10th May 2024

Smartnumbers Consortium: the power of community

By Jamie MacGregor

Fraudsters don’t operate in silos, so why should counter-fraud professionals? And collaboration between fraud teams in the fight against fraud is so much easier when your technology solution enables it by design.

Smartnumbers analysis of calls made to our customers’ contact centres shows that 52% of the bad actors we flagged were targeting more than one organisation. Individual fraudsters can be seen targeting contact centres again and again across multiple organisations and sectors, using a variety of techniques to validate stolen personal data and gather more.

For fraud teams trying to keep up with fast-evolving fraudster behaviour, keeping track of the suspicious activity flagged by their own teams is cumbersome. Having easy access to intelligence from other organisations is very rare. Yet both are essential if we are to be effective in the fight against fraud.

Traditionally fraud teams (and the systems they use) operate in silos, with collaboration and intelligence-sharing between departments and other organisations a slow, manual process. It can also feel exposing to share data on potential fraudulent activity outside the company. 

This is where Smartnumbers Consortium comes in – by enabling our community to share data and work together.  We do this through knowledge and best practice sharing events – and more specifically through the consortium intelligence-sharing features in the Smartnumbers Protect platform itself.

As part of Smartnumbers Protect, we maintain structured profiles with intelligence about known fraudsters identified by our customers. This enables organisations to effectively handle calls from fraudsters and manage risk.

Cross-organisational intelligence-sharing through the Smartnumbers platform makes it easier to stop fraud:

  • Gathering intelligence about fraudsters flagged by Smartnumbers customers, such as how many organisations have flagged a particular caller and how many incidents they have been involved in, gives fraud teams more confidence to make decisions.
  • Details on the methods used by prolific fraudsters  give a better understanding of the fraudster lifecycle and how the contact centre is involved.
  • Access to collective intelligence along with the ability to create internal fraudster profiles, store notes and configure alerts for certain callers enables fraud teams to speed up fraud investigations and take action more quickly.

This rich, combined data source is a powerful tool which can be used by both fraud operations teams and organised crime teams to build up more context about prolific fraudsters and assist in complex fraud investigations.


_TASK:_ Return every record below exactly as written, omitting any pictures.

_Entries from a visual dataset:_
==========

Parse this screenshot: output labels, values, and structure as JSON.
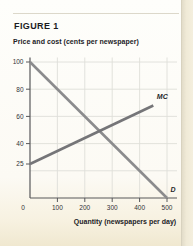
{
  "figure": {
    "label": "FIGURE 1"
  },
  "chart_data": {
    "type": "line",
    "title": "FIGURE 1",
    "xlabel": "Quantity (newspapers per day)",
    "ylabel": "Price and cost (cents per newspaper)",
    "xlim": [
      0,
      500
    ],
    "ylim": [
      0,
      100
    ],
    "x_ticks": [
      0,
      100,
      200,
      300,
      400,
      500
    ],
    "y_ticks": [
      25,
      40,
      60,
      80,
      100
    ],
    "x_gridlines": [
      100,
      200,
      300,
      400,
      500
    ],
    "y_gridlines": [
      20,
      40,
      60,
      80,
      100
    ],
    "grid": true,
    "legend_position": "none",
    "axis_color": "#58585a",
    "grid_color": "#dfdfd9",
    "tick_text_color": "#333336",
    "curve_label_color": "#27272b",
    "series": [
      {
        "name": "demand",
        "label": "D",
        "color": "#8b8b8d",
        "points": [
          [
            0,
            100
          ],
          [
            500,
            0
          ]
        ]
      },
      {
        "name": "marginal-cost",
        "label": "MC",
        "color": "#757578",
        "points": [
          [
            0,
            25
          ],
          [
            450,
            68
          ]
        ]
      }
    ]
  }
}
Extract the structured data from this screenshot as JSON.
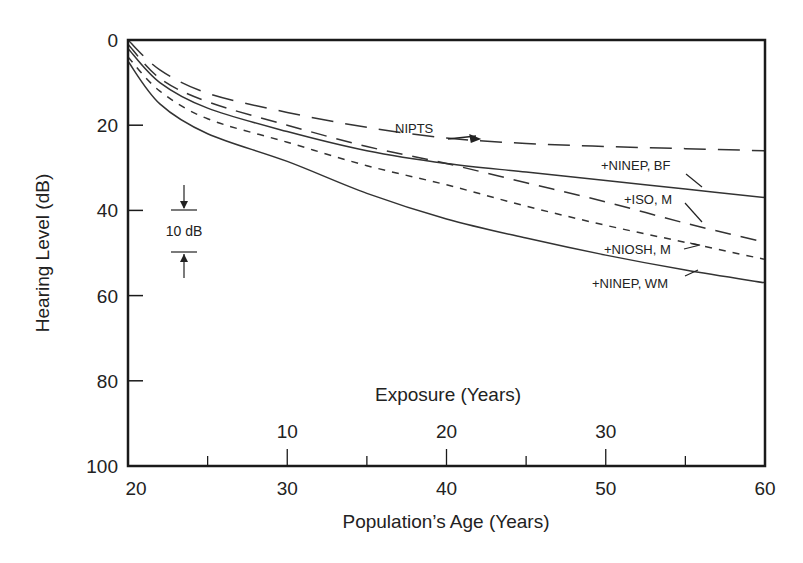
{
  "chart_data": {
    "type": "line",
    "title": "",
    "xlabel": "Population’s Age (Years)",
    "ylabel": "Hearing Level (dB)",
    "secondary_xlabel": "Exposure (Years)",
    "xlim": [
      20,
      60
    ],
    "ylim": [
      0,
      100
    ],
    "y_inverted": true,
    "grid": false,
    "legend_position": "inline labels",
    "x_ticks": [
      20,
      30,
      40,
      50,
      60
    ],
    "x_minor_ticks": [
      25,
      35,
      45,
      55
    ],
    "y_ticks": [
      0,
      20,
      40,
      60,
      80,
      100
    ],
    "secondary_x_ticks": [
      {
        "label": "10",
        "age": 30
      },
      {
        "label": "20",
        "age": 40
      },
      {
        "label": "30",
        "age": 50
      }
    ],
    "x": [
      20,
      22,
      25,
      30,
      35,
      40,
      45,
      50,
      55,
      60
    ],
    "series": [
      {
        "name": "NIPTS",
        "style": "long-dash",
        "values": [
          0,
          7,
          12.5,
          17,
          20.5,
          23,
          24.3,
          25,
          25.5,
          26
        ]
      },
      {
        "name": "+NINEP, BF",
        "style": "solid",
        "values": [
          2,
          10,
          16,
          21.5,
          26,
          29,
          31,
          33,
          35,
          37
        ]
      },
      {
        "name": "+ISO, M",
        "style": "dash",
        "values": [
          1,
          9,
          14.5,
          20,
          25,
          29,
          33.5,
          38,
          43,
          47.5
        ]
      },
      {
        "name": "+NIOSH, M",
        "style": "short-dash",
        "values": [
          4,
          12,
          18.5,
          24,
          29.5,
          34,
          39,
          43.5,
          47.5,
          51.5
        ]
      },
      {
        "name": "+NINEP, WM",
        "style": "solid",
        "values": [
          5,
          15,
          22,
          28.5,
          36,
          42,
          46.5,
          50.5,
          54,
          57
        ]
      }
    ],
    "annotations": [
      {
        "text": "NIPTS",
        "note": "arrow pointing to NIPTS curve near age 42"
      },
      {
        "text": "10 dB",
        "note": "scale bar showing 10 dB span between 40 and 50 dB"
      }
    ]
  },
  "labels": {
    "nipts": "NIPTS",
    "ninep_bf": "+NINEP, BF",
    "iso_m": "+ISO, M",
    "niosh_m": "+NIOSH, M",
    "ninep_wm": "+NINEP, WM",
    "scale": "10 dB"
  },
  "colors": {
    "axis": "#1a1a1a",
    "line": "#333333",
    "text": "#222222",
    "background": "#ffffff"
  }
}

==========

_TASK RESPONSE:_
Parse this screenshot: output labels, values, and structure as JSON.
{
  "figure": {
    "label": "FIGURE 1"
  },
  "chart_data": {
    "type": "line",
    "title": "FIGURE 1",
    "xlabel": "Quantity (newspapers per day)",
    "ylabel": "Price and cost (cents per newspaper)",
    "xlim": [
      0,
      500
    ],
    "ylim": [
      0,
      100
    ],
    "x_ticks": [
      0,
      100,
      200,
      300,
      400,
      500
    ],
    "y_ticks": [
      25,
      40,
      60,
      80,
      100
    ],
    "x_gridlines": [
      100,
      200,
      300,
      400,
      500
    ],
    "y_gridlines": [
      20,
      40,
      60,
      80,
      100
    ],
    "grid": true,
    "legend_position": "none",
    "axis_color": "#58585a",
    "grid_color": "#dfdfd9",
    "tick_text_color": "#333336",
    "curve_label_color": "#27272b",
    "series": [
      {
        "name": "demand",
        "label": "D",
        "color": "#8b8b8d",
        "points": [
          [
            0,
            100
          ],
          [
            500,
            0
          ]
        ]
      },
      {
        "name": "marginal-cost",
        "label": "MC",
        "color": "#757578",
        "points": [
          [
            0,
            25
          ],
          [
            450,
            68
          ]
        ]
      }
    ]
  }
}
Extract the structured data from this screenshot as JSON.
{
  "chart_data": {
    "type": "line",
    "title": "",
    "xlabel": "Population’s Age (Years)",
    "ylabel": "Hearing Level (dB)",
    "secondary_xlabel": "Exposure (Years)",
    "xlim": [
      20,
      60
    ],
    "ylim": [
      0,
      100
    ],
    "y_inverted": true,
    "grid": false,
    "legend_position": "inline labels",
    "x_ticks": [
      20,
      30,
      40,
      50,
      60
    ],
    "x_minor_ticks": [
      25,
      35,
      45,
      55
    ],
    "y_ticks": [
      0,
      20,
      40,
      60,
      80,
      100
    ],
    "secondary_x_ticks": [
      {
        "label": "10",
        "age": 30
      },
      {
        "label": "20",
        "age": 40
      },
      {
        "label": "30",
        "age": 50
      }
    ],
    "x": [
      20,
      22,
      25,
      30,
      35,
      40,
      45,
      50,
      55,
      60
    ],
    "series": [
      {
        "name": "NIPTS",
        "style": "long-dash",
        "values": [
          0,
          7,
          12.5,
          17,
          20.5,
          23,
          24.3,
          25,
          25.5,
          26
        ]
      },
      {
        "name": "+NINEP, BF",
        "style": "solid",
        "values": [
          2,
          10,
          16,
          21.5,
          26,
          29,
          31,
          33,
          35,
          37
        ]
      },
      {
        "name": "+ISO, M",
        "style": "dash",
        "values": [
          1,
          9,
          14.5,
          20,
          25,
          29,
          33.5,
          38,
          43,
          47.5
        ]
      },
      {
        "name": "+NIOSH, M",
        "style": "short-dash",
        "values": [
          4,
          12,
          18.5,
          24,
          29.5,
          34,
          39,
          43.5,
          47.5,
          51.5
        ]
      },
      {
        "name": "+NINEP, WM",
        "style": "solid",
        "values": [
          5,
          15,
          22,
          28.5,
          36,
          42,
          46.5,
          50.5,
          54,
          57
        ]
      }
    ],
    "annotations": [
      {
        "text": "NIPTS",
        "note": "arrow pointing to NIPTS curve near age 42"
      },
      {
        "text": "10 dB",
        "note": "scale bar showing 10 dB span between 40 and 50 dB"
      }
    ]
  },
  "labels": {
    "nipts": "NIPTS",
    "ninep_bf": "+NINEP, BF",
    "iso_m": "+ISO, M",
    "niosh_m": "+NIOSH, M",
    "ninep_wm": "+NINEP, WM",
    "scale": "10 dB"
  },
  "colors": {
    "axis": "#1a1a1a",
    "line": "#333333",
    "text": "#222222",
    "background": "#ffffff"
  }
}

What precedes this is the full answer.